The Minnesota bill is especially notable because some of the supporters say it is aimed at casino-style dual-currency products, not ordinary promotional sweepstakes. Lawmakers addressed companies such as McDonald’s and members of the video game industry, and said those groups were not concerned because the proposal was not meant to sweep in mainstream reward systems.

State leaders had already argued that sweepstakes casinos were illegal under existing law, but that view depended on interpretation. HB 883 would make the state’s position much more explicit by writing dual-currency online gambling into statute as gambling by computer. If that happens, it would make Louisiana’s earlier racketeering bill much more potent.

Growing Pressure on Sweepstakes Casinos

These are not the only sweepstakes bills still moving. Washington, D.C., is considering a proposal that would legalize real-money online casinos while banning sweepstakes casinos, and New York is moving a bill focused on advertising restrictions for gambling-related products aimed at minors.

That broader pattern shows the market is still under pressure from several directions at once. Some states are pushing full bans. Others are widening vendor liability, targeting advertising, or building enforcement tools that reach beyond operators themselves. Minnesota and Louisiana matter because both are still active, and both could materially narrow the operating room for dual-currency platforms if they reach the finish line. This last sentence is an inference based on the bill language and current status.

What Happens Next

Minnesota’s next hurdle is the House. SF 4474 must move through committee and then win a full House vote before Minnesota’s legislative session ends on May 18. 

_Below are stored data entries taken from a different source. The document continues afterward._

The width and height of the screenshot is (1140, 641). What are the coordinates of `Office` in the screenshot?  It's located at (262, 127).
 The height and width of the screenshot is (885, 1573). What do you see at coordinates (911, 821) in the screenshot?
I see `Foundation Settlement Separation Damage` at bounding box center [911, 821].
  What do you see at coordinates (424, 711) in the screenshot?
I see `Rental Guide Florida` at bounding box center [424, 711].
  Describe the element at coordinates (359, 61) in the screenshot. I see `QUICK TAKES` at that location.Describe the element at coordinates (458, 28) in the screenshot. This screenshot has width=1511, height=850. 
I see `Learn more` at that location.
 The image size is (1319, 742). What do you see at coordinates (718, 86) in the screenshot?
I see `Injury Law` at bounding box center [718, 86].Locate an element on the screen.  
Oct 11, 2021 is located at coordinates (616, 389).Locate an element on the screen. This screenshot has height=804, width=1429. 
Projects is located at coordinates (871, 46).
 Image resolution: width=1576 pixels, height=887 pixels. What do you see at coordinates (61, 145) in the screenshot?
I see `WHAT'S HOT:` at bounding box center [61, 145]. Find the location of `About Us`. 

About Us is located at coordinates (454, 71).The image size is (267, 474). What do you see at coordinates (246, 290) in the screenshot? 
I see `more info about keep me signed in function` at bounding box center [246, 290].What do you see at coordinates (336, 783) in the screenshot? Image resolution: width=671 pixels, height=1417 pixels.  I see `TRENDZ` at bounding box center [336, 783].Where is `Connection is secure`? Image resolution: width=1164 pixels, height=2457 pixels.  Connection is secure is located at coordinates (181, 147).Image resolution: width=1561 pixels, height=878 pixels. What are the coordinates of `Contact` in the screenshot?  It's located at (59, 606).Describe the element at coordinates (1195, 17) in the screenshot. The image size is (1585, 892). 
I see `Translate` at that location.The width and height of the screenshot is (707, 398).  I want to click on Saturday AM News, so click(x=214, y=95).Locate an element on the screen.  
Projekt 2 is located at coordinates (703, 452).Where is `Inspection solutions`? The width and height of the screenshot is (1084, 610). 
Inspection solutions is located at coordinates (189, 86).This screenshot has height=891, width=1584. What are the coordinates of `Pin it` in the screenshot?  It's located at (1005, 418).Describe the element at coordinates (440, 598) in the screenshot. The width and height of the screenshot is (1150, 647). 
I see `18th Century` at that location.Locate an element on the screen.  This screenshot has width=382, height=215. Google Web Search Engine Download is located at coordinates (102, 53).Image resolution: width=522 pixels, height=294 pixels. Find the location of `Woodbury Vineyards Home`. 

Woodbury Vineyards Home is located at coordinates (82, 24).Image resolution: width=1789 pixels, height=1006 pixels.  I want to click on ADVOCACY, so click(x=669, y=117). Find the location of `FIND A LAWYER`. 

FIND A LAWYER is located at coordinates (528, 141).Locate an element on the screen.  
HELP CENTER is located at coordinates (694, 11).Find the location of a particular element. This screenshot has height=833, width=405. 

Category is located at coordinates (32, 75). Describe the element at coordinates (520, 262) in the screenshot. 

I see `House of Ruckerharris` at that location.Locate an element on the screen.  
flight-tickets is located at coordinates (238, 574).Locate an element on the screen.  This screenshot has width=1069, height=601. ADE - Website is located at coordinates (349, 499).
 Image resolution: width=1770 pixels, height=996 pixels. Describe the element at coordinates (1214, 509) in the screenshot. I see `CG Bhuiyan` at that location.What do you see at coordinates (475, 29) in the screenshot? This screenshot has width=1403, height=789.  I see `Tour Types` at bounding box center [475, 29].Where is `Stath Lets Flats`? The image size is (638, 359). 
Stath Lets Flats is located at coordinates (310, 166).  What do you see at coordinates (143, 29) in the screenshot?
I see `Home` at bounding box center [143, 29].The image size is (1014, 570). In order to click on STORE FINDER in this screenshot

The HB 883 in Louisiana is scheduled for Senate final passage on May 11, 2026. If it clears that vote, the bill would move one step closer to becoming law and could work in tandem with HB 53 to strengthen the state’s anti-sweeps enforcement framework.

References

Minnesota Legislature

About the author

Angelica

Angelica writes about iGaming and sports trend topics, sweepstakes regulation, market shifts, and player-focused developments across the online gaming world. Her work blends clear reporting with approachable context, making complex updates easier to understand.